Senator James Wolfe of Maine arrested on charges of drug trafficking, importing a controlled substance, money laundering, racketeering, and election fraud with more charges pending.
“Holy cracker shit or whatever Cal said,” Kai says.
“They got him,” Mav says, his face still showing how shocked he is. He collapses on the couch, and Harlow collapses right next to him with Cora snuggled into her. “Kidnapping wasn’t in there.”
Harlow shrugs. “As long as he isn’t a threat to any of us anymore, that’s all I care about.”

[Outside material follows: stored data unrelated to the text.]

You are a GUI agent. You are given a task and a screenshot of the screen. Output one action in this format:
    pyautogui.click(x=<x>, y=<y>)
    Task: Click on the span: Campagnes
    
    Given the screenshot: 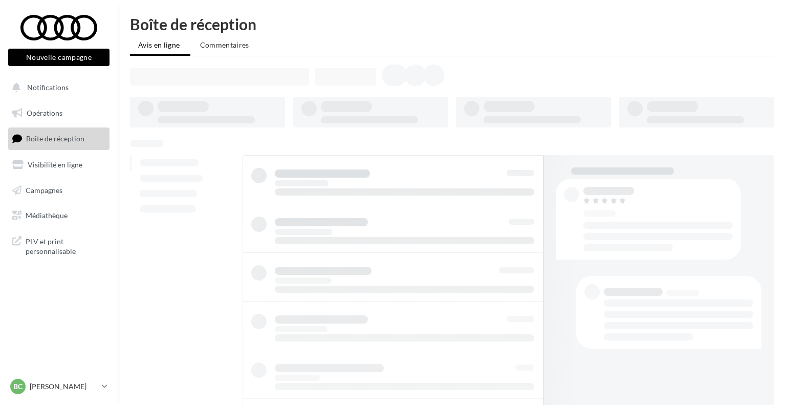 What is the action you would take?
    pyautogui.click(x=44, y=189)
    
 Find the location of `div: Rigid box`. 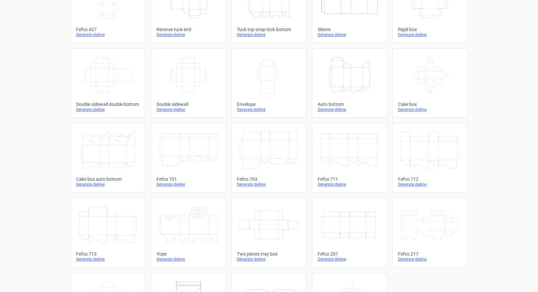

“What about Ezra?” Mav says, audibly swallowing. When we showed him the picture and told him about the call with Jasper, he collapsed onto the ground and sobbed for almost an hour. Now he’s more determined than I’ve ever seen him. The proof that Ezra has been alive this whole time lit a fire under his ass. His house is always clean now, and he’s always put together. It’s like he’s a whole new person.
“We have his trail. We just have to keep following it,” Harrison says, coming into the room.

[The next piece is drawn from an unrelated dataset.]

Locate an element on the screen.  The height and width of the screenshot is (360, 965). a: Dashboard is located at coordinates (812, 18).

“Where the hell did you come from?” I ask.
“Front door.”
“Your prints are in the system too?” I ask, second guessing how many requests I grant Harlow while she’s naked.
“Door was open,” he says, looking disappointed in me. I glare at Kai, who was the last one in here.

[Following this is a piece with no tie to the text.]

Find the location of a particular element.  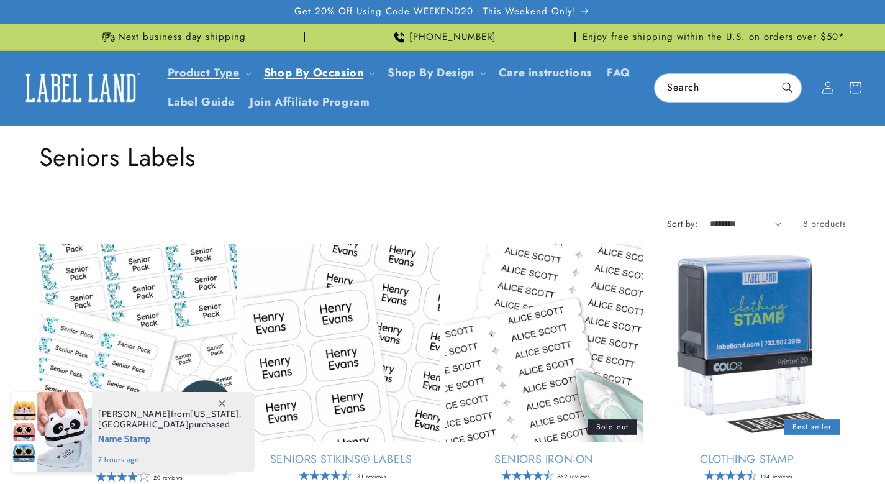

“Sorry, man. I rushed in here.” He at least looks guilty, which makes me feel a little better. My father-in-law is one scary motherfucker, and I don’t like when he looks at me like that.
“I don’t know what to do with myself right now,” Mav says.
“I think we can relax?” I say, also unsure.
“You go back on tour in two weeks,” Jo points out.
“Are you excited, Sunshine?” Mav asks her, grinning like an idiot.
“I have calls to make and emails to answer,” she says, pretending Mav hadn’t spoken and leaves.
“I think I’m growing on her,” Mav says, leaning back into the couch and smiling. We all laugh at his delusion but let him have it anyway. He has a look of a man who’s had a huge weight lifted off their shoulders.
“What are your plans for the first podcast episode?” I ask Harlow. It’s coming out next week. It coincides with the date that was supposed to be our last show in Boston before we had to move everything. The girls didn’t want to wait, thinking a delay before they even start wouldn’t help them gain listeners. We did our interviews as soon as we got home from Green Peak.
“We already recorded it,” Harlow says. “We went heavy on his disappearance and probable interference with the case. We asked the public for help specifically regarding that and asked them not to inundate our email with Ezra sightings.”
“That’s smart,” Harrison says.
“We don’t want people searching for him while we do, but I knew changing the topic of our first episode would either bring negative attention or get people’s curiosity so high that they interfere inadvertently.”
“So you kept it, but with a specific focus. That’s a great idea,” Willa says.
“Thanks,” Harlow says, blushing.
“So, uh, not that I’m not glad you’re here, Harrison, but why are you here?” I ask.
“I just wanted to deliver the good news myself,” he says. “Police were able to find enough evidence to connect the men who kidnapped Harlow to Wolfe. Those charges are pending the district attorney reviewing them, but you can sleep easy knowing the guy that caused you pain is behind bars.”
Harlow sighs in relief, and slumps in her seat, her posture mirroring Maverick’s. Cora giggles and squishes Harlow’s cheeks together, making her laugh.
“There’s more,” Harrison says. “The guard at the prison that shot Brad and then herself. I found wire transfers from an offshore account for hundreds of thousands of dollars. She willed it all to her sick mother.”
“Jesus,” Willa mutters.
“I was able to trace those accounts back to Wolfe.”
“So he did it. All of it,” Mav says, his expression unreadable.
“It would appear that way,” Harrison confirms.
“Now what?” I ask, genuinely not knowing what to do with myself.
“Now we find Ezra,” Harlow says with so much confidence I believe her.
And if anyone can do it, it’s my wife.